Returning from Japan with lots to share I had begun
teaching again. This time, however, the subjects were those dearest to my heart, and my students were
as enthusiastic as their teacher. My interest in education was
deepening, especially in the areas of visual language and creativity:
What is the nature of the creative mind? Can it be cultivated? What
conditions foster it? What stifles it? What is the relationship between creative
thinking, learning, and human consciousness?
Questions like these took me to an international school in England where I found an educational approach that
didn't clash with my instincts. At Brockwood Park I worked with students from
all over the world in an extraordinary atmosphere of open inquiry.
Brockwood Park School was founded by the philosopher J Krishnamurti.
His ideas about education were decades before their time, and are only now filtering through
into mainstream educational systems. The aim at the schools he founded was to create an atmosphere where the
students' natural interests and creative abilities could flower – without sacrificing academic excellence.

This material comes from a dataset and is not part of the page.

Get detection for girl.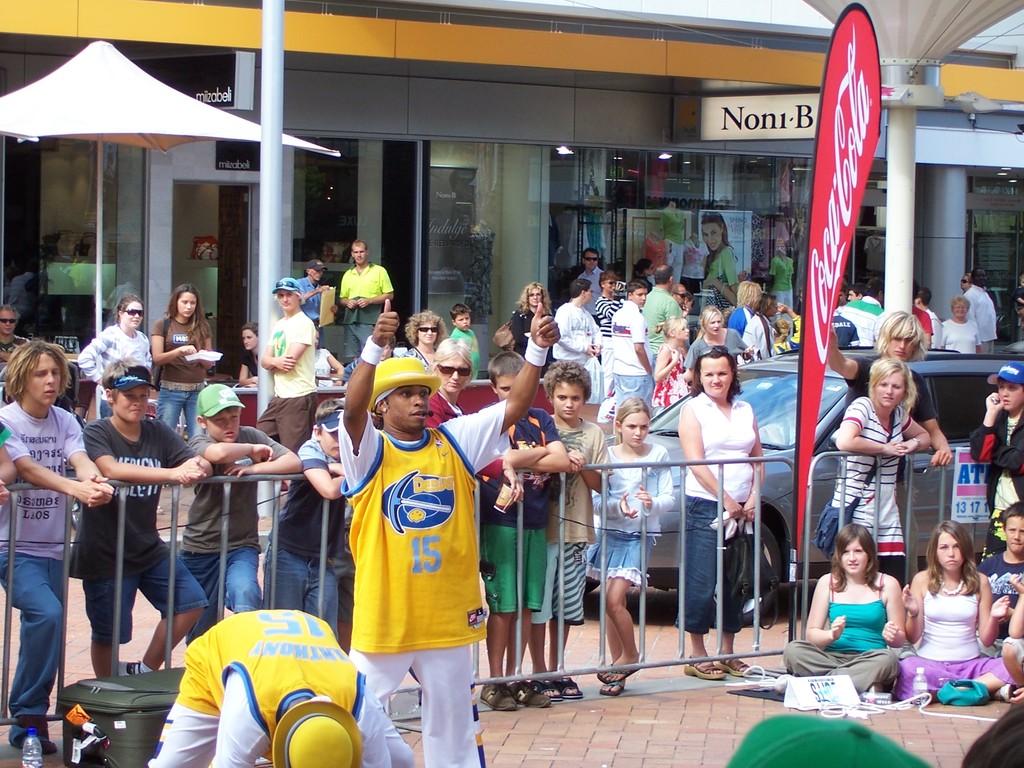
Detection: [587, 397, 676, 696].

Krishnamurti had passed on by the time I arrived at the school, but I was privileged to meet another great
creative thinker there – David Bohm, famous for his work in classical and quantum physics. It was
David
who really clarified my understanding about the nature of creativity, and who
inspired me to pursue my passionate interest in the subject.
As an art teacher at these schools I was less concerned with coaching students to produce a
certain kind of art product or pass exams (although their results were excellent), than to inquire with them
into the creative process. The students playfully referred to the art barn as
the de-conditioning chamber!
The school in England was linked with schools in America and India, and my work took me to
most of them. It was a decade of travel and teaching, with no studio base. I
carried little, and found that deprivation of normal studio conditions seeded
many questions:
What if I only worked with materials picked up or given?
What if such
limitations were really potent ways of going beyond one's comfortable and
habitual ways of working?
Genuine creativity seemed to be dependent on the absence of predictive plans, but what might happen if
one's usual materials and tools were also absent?

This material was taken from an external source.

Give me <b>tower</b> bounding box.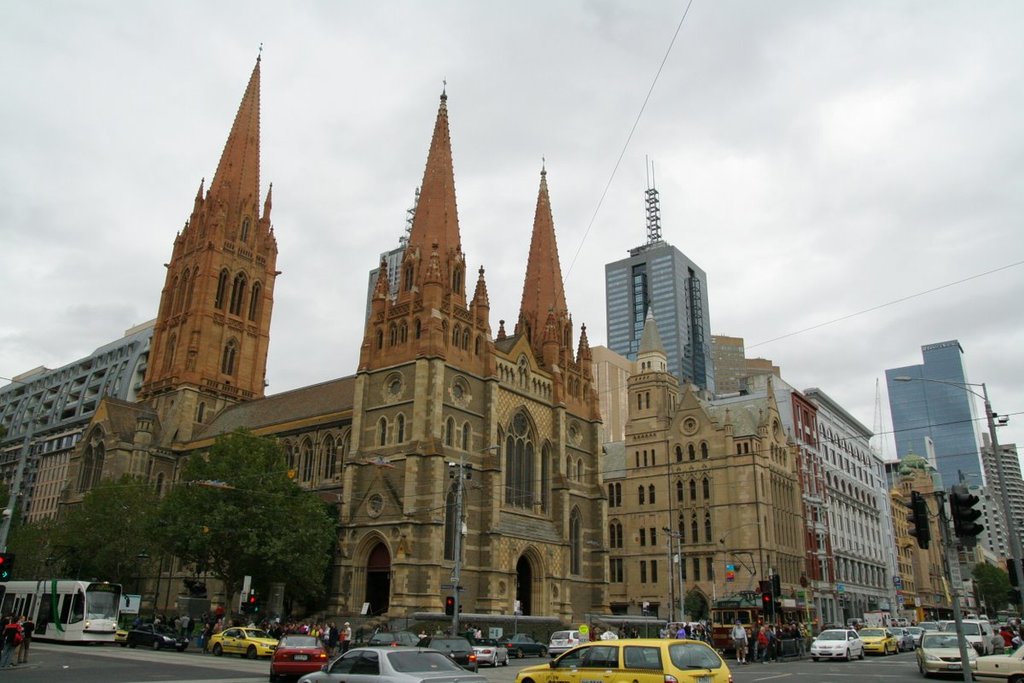
box(491, 163, 612, 640).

During this time my visual notebook evolved into what I came to call my 'X-File'.
(Think x-periment, x-plore, x-press, x-tend, x-cavate...) It was sketchbook and journal and diary and scrapbook all bound
up between one set of covers, and it was a vital companion, ensuring ideas were
archived for later when I'd have access to a studio again.
While I was accepting commissions during this time, I wasn't concerned with exhibiting.
I was simply 'following fancy'. But as I became more and more committed to exploring and expressing genuine creativity,
fancy took on a wholly impersonal nature.
It was clear to me that any of the work 'I' made that felt truly authentic had
somehow flowered out of my absence.
Who or what, then, was doing the 'following'?